09 June 2008

Obama: Metaphorically Black or Literally Black?



Surfing through the political-oriented blogs Sunday, I tried to get a sense of the reactions to Hillary Clinton’s concession speech. Frankly, I was surprised by the number of comments from those who still didn’t think Barack Obama was "black" enough to lay claim to being the first African American presidential nominee of a major political party.

The fact that he was raised by his white mother, his Indonesian stepfather, and his two white grandparents has convinced these holdouts that Obama’s upbringing disqualifies him from the right to claim to be African American.

Of all the things we as black people have done to ourselves since we’ve been in America, none of them is more preposterous than this need to authenticate ourselves through this imaginary, ill-conceived litmus test, a measurement whose many permutations all contain the same common denominators – to have experienced at some time during your life a certain amount of shared suffering, poverty, or poverty-level subsistence.

But if the properties of "whiteness" are mostly mythical constructs, then the opposite must also be true – this thing we know as "blackness" is more circumstantial than factual, more anecdotal than fundamental.

If you are black today in America, you are:

More likely to be found on the internet than at a dogfight.

More likely to shop at Home Depot than at a swap meet.

More likely to wear a pair of Dockers than a pair of baggy jeans.

More likely to repair a crack in the driveway than sell crack on the corner.

More likely to contribute to a 401(k) than collect welfare.

More likely to live in a suburb than in a ghetto.



It is an "otherness" that a young, beige-skinned Obama experienced, growing up in mostly all-white environments, an"otherness" that all of us who look like minorities share. This is what qualifies his claim to be an authentic black American. The outsider perspective is a valid common characteristic of African Americans. It is the way an individual has been forced to see the world and how the world has decided to perceive him that binds us, not how much grape Kool-Aid we drank as a child.

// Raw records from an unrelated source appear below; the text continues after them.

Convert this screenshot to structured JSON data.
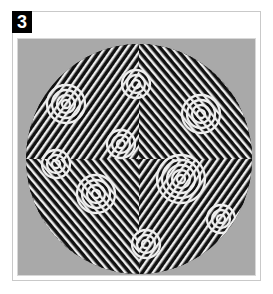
{
  "figure": {
    "label": "3",
    "colors": {
      "background": "#ffffff",
      "panel": "#a9a9a9",
      "badge": "#000000",
      "pattern_dark": "#111111",
      "pattern_light": "#f0f0f0"
    }
  }
}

Questioning any of the conventional wisdoms that underpin the belief systems of the mythical "authentic" African American prototype can still bring from some quarters an instant arching of incredulous eyebrows, or an immediate fluttering of fingertips across keyboards, both actions radiating a deep loathing towards anyone even daring to think about re-imagining the darker nation. To these holdouts, both black and white, the melanin in a Obama’s skin, a signifier that automatically awards him "outsider" status in the United States, is not sufficient enough to allow him to claim allegiance to his own community.

If we can agree that a culture can be shaped - that it can retain some characteristics and discard others over the passage of time - then I will be pushing mightily to throw away the dogfighting, the crack selling and the ghetto dwelling that we have been passing off as black american culture lately. These negative images we have raised to the level of cultural signifiers are a type of metaphorical posing, a commitment to "keeping it real" that ignores the literal truths we see before our very own eyes everyday.

4 comments:

  1. Just ask the folks in West Virginia if he's black enough...

    And this reminds of Hillary suggesting that the sexism aimed at her was worse than racism aimed at Obama... it's one of the sad things to see when oppressed people in our society go after each other, instead of the sources of that problem.

    I'd say he's black enough...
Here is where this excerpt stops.